I’d dial 911, but it’s still a joke

Public Enemy’s Chuck D told Sac State students to stop worrying about “designing” your outsides and work on designing your insides—before “the masses” become “them asses.”

Public Enemy’s Chuck D told Sac State students to stop worrying about “designing” your outsides and work on designing your insides—before “the masses” become “them asses.”

Photo By LARRY DALTON

We’ll say it—Glenn Beck is an asshole:
This wasn’t your everyday undergraduate lecture seminar. To begin with, Public Enemy’s Chuck D was the speaker, a lot more engaging and motivating than your typical lower-division T.A. Working off a pile of paper notes but more or less casually riffing on various topics—President Barack Obama (free pass) to Glenn Beck (says he can’t wait to call Obama the “N” word; Chuck dared mainstream media to call Beck an “asshole”)—Chuck urged the crowd of mostly students to forget about image and appearance and start focusing more on their guts, their insides.

The night ended with a bizarre, somewhat out-of-control Q-and-A session, featuring a crazy guy (Chuck called him “passionate”) blathering about a coin. But the packed Union Ballroom hung in there through most of the two-hour event.

As my friend pointed out, Chuck’s most poignant observation was on how, here in America, college graduates are stuck in the middle insofar as jobs and employment. There are the nerds—which he urged everyone to become; “be a nerd in your major”—who grow up and become the science and health professionals, and then there are the people who do the shit jobs none of us want to do. The rest? That’s the average American college graduate, embracing mediocrity and hanging onto the empty promise that a job and wealth soon will be handed over on a silver, WiFi-ready platter.

This has to change, Chuck contended. China and Europe and the rest of the world’s graduates are kicking our asses.

There wasn’t a lot of music chat but in the end, we still all found a common ground: Glenn Beck is definitely an asshole. (Nick Miller)

Facebook presents Playlists!:
What would advertising schmucks and lazy editors do without Facebook? For starters, we’d never be able to know what hot jams the masses were bumping. And so, here’s a peek at people’s favorite songs of the moment, as per SN&R’s “friends” on Facebook:

Jesse Jones: “Let’s Ride Bikes” by Justin Farren.

Stephanie Michelle: “So You Drinking” by Illogicalbeats.

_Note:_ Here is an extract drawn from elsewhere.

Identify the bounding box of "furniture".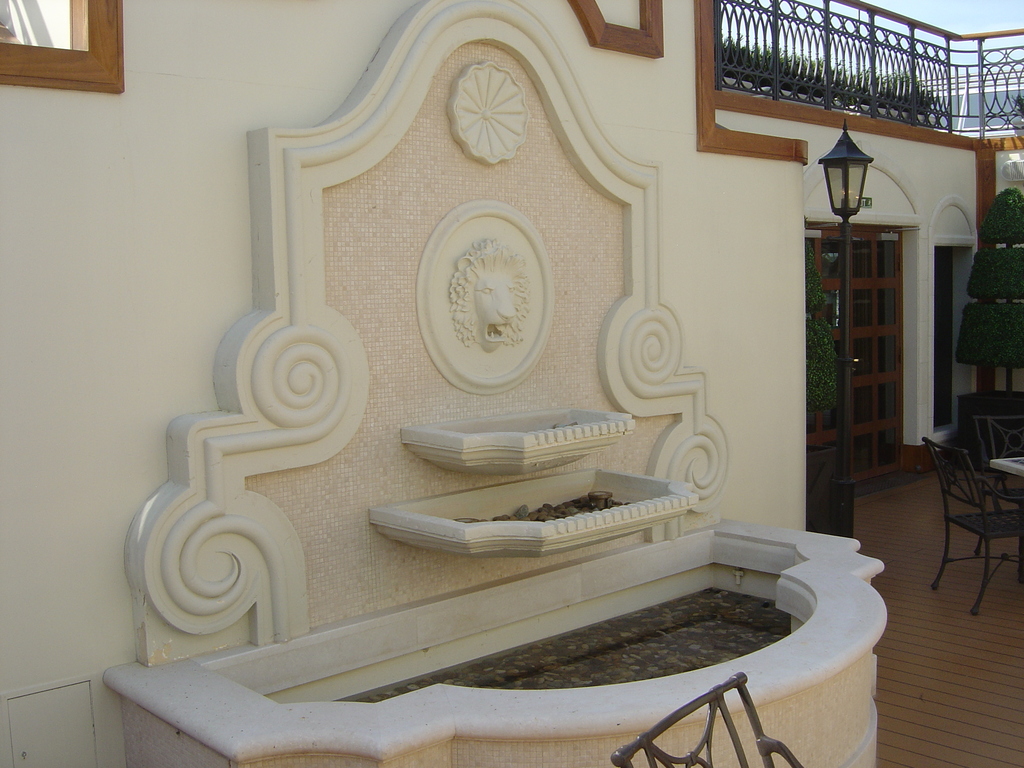
left=609, top=668, right=805, bottom=767.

Richard Holguin: “Easy That Way” by Shakedown.

Ben Walker: “Wonderful” by the Beta Band.

Biscuit SaudRay Barrios: “All the Little Pieces” by Louis XIV.

Ryan McKillop: “Speechless” by Lady Gaga.

Alysa Hollis: “Trouble Sleeping” by Corinne Bailey Rae.

Terilyn Lopes Sanchez: “Something Kinda Ooooh” by Girls Aloud.

Boomer Barbosa: Anything being played on www.eX1065.com. Great Sacramento-based Internet-radio station.

David Mohr: “One Life Stand” by Hot Chip.

Carly DuHain: “Peach, Plum, Pear” by Joanna Newsom.

Terra Lopez: “Burgandy” by Warpaint.

Tracie Rice-Bailey: “Gotta Stand Up!” by G.P. Bailey.

Lovelle Harris: “Lotus” by Minus the Bear.

Rebeka Newbold: “Time to Pretend” by MGMT.

Adam Varona: “Behavior” by Stomacher.

Bianca Maarie: “Pain” by Three Days Grace.

Kodac Visualz: “Return of Shinobi” by Kodac Visualz.

Moises Castillo: “Black October” by Sadat X.

Steve Weinel: “2000 Motel Rooms” by the Brodys.

Cody Terry: “Pass the Plugs” by De La Soul.

Jared Konopitski: “Hard Knock Life” from the Annie soundtrack.

Richard Hansen: “Still Raining, Still Dreaming” by Jimi Hendrix.

Alex Benson: “1901” by Phoenix.

Roderick Mar Carpio: “When They Come to Murder Me” by Black Francis, “Wade in the Water” by Marlena Shaw, “Clear Spot” by Captain Beefheart.

Will Comstock: “My Little Japanese Cigarette Case” by Spoon.

Jessica Ashleigh Brown: “A Whiter Shade of Pale” by Procol Harum.

Tony King: “Ghost Punch” by Mayyors, “Road Song” by Desolation Wilderness, “Rising” by Lhasa de Sela.